A new way of working
An example of a different approach to development, which is already paying off, is being delivered by Edaroth in its work with social landlords like Raven Housing Trust in Surrey and Bristol City Council, where previously unviable parcels of land are being transformed into high quality, sustainable homes. Many of the sites had previously been overlooked by the private sector due to their complexity, size or location.
Their approach brings land, planning, design, manufacturing and construction together into a single, coordinated development service. It is proving adept at unlocking publicly-owned land through delivering homes that are ready for long-term public ownership. As production increases, costs should come down as they have in other sectors such as automotive and consumer electronics.
By using an offsite manufacturing model, they have been able to deliver precision-built homes (in half the time of traditional construction methods) that exceed national space standards and achieve net-zero performance in use, along with 100-year structural warranties.
The approach not only increased delivery speed and quality, but also dramatically reduced whole life maintenance and operational costs, critical for social landlords managing long term assets.
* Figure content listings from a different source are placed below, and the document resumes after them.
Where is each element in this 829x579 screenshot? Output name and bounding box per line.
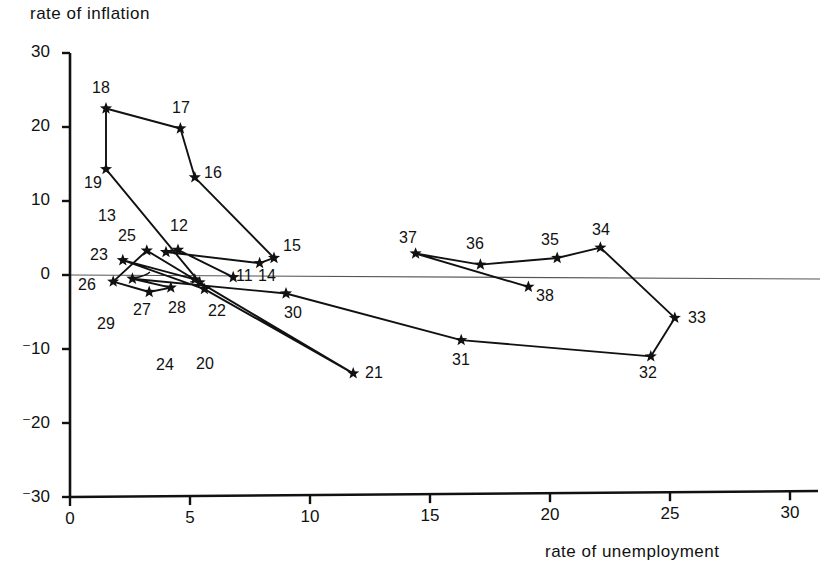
point-label-36: 36 <box>466 236 484 252</box>
point-label-19: 19 <box>84 175 102 191</box>
point-label-15: 15 <box>283 238 301 254</box>
point-label-22: 22 <box>208 303 226 319</box>
axis-ticks <box>62 53 790 506</box>
data-point-36 <box>474 258 486 270</box>
data-point-37 <box>410 247 422 259</box>
point-label-33: 33 <box>688 310 706 326</box>
data-point-38 <box>522 280 534 292</box>
point-label-26: 26 <box>78 277 96 293</box>
x-tick-label-10: 10 <box>290 507 330 527</box>
point-label-28: 28 <box>168 300 186 316</box>
y-tick-label-neg30: ⁻30 <box>6 486 50 507</box>
data-point-27 <box>143 286 155 298</box>
point-label-35: 35 <box>541 232 559 248</box>
trajectory-polyline <box>106 109 675 374</box>
data-point-markers <box>100 102 681 379</box>
y-tick-label-10: 10 <box>6 190 50 210</box>
point-label-13: 13 <box>98 208 116 224</box>
x-tick-label-25: 25 <box>650 504 690 524</box>
point-label-12: 12 <box>170 218 188 234</box>
x-tick-label-5: 5 <box>170 508 210 528</box>
point-label-16: 16 <box>204 165 222 181</box>
x-tick-label-30: 30 <box>770 503 810 523</box>
point-label-38: 38 <box>536 288 554 304</box>
point-label-30: 30 <box>284 305 302 321</box>
inflation-unemployment-scatter-figure: rate of inflation rate of unemployment 3… <box>0 0 829 579</box>
data-point-17 <box>174 122 186 134</box>
data-point-19 <box>100 163 112 175</box>
x-tick-label-20: 20 <box>530 505 570 525</box>
point-label-18: 18 <box>92 80 110 96</box>
data-point-35 <box>551 252 563 264</box>
point-label-32: 32 <box>639 365 657 381</box>
point-label-31: 31 <box>452 352 470 368</box>
x-tick-label-0: 0 <box>50 509 90 529</box>
point-label-11: 11 <box>236 268 253 284</box>
point-label-20: 20 <box>196 356 214 372</box>
point-label-34: 34 <box>592 222 610 238</box>
point-label-21: 21 <box>365 365 383 381</box>
point-label-27: 27 <box>133 302 151 318</box>
data-point-31 <box>455 334 467 346</box>
y-tick-label-neg20: ⁻20 <box>6 412 50 433</box>
data-point-29 <box>126 272 138 284</box>
point-label-24: 24 <box>156 357 174 373</box>
point-label-25: 25 <box>118 228 136 244</box>
point-label-37: 37 <box>399 230 417 246</box>
data-point-21 <box>347 367 359 379</box>
point-label-17: 17 <box>172 100 190 116</box>
point-label-23: 23 <box>90 247 108 263</box>
y-tick-label-20: 20 <box>6 116 50 136</box>
data-point-30 <box>280 287 292 299</box>
y-tick-label-neg10: ⁻10 <box>6 338 50 359</box>
point-label-29: 29 <box>97 316 115 332</box>
axis-lines <box>70 53 818 497</box>
y-tick-label-30: 30 <box>6 42 50 62</box>
x-tick-label-15: 15 <box>410 506 450 526</box>
data-point-23 <box>117 254 129 266</box>
data-point-32 <box>645 350 657 362</box>
plot-area <box>0 0 829 579</box>
point-label-14: 14 <box>258 268 276 284</box>
y-tick-label-0: 0 <box>6 264 50 284</box>
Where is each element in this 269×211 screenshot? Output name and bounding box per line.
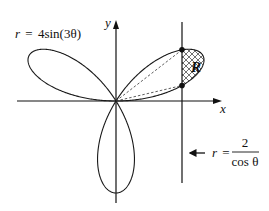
y-axis-arrow-icon (113, 20, 119, 29)
x-axis-label: x (219, 101, 226, 116)
y-axis-label: y (103, 15, 111, 30)
intersection-point-lower (179, 83, 185, 89)
polar-diagram: y x R r = 4sin(3θ) r = 2 cos θ (0, 0, 269, 211)
line-equation-denominator: cos θ (232, 154, 259, 169)
rose-equation-label: r = 4sin(3θ) (15, 26, 81, 41)
region-r-hatch (116, 49, 204, 101)
line-equation-numerator: 2 (242, 135, 249, 150)
intersection-point-upper (179, 47, 185, 53)
line-equation-lhs: r = (212, 145, 230, 160)
region-label: R (190, 59, 201, 75)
Central to the success of this model is offsite manufacturing. By designing homes in a digital environment and manufacturing them in controlled factory settings, they can achieve greater consistency, precision and speed.
If more companies and social landlords are able to adopt similar approaches, then there is hope they can play a significant part in bridging the gap to the Government’s target for new homes.
In response to the Chancellor’s Spending Review, Kate Henderson, chief executive of the National Housing Federation, said: “This is a transformational package for social housing and will deliver the right conditions for a decade of renewal and growth. It is the most ambitious Affordable Homes Programme we’ve seen in decades, and alongside the long-term certainty on rents, will kickstart a generational boost in the delivery of new social homes.
“This package demonstrates the Government understands the foundational difference a secure and affordable home makes to people’s lives. Housing associations look forward to working in partnership with the Government and with the Deputy Prime Minister, who has tirelessly championed social housing.”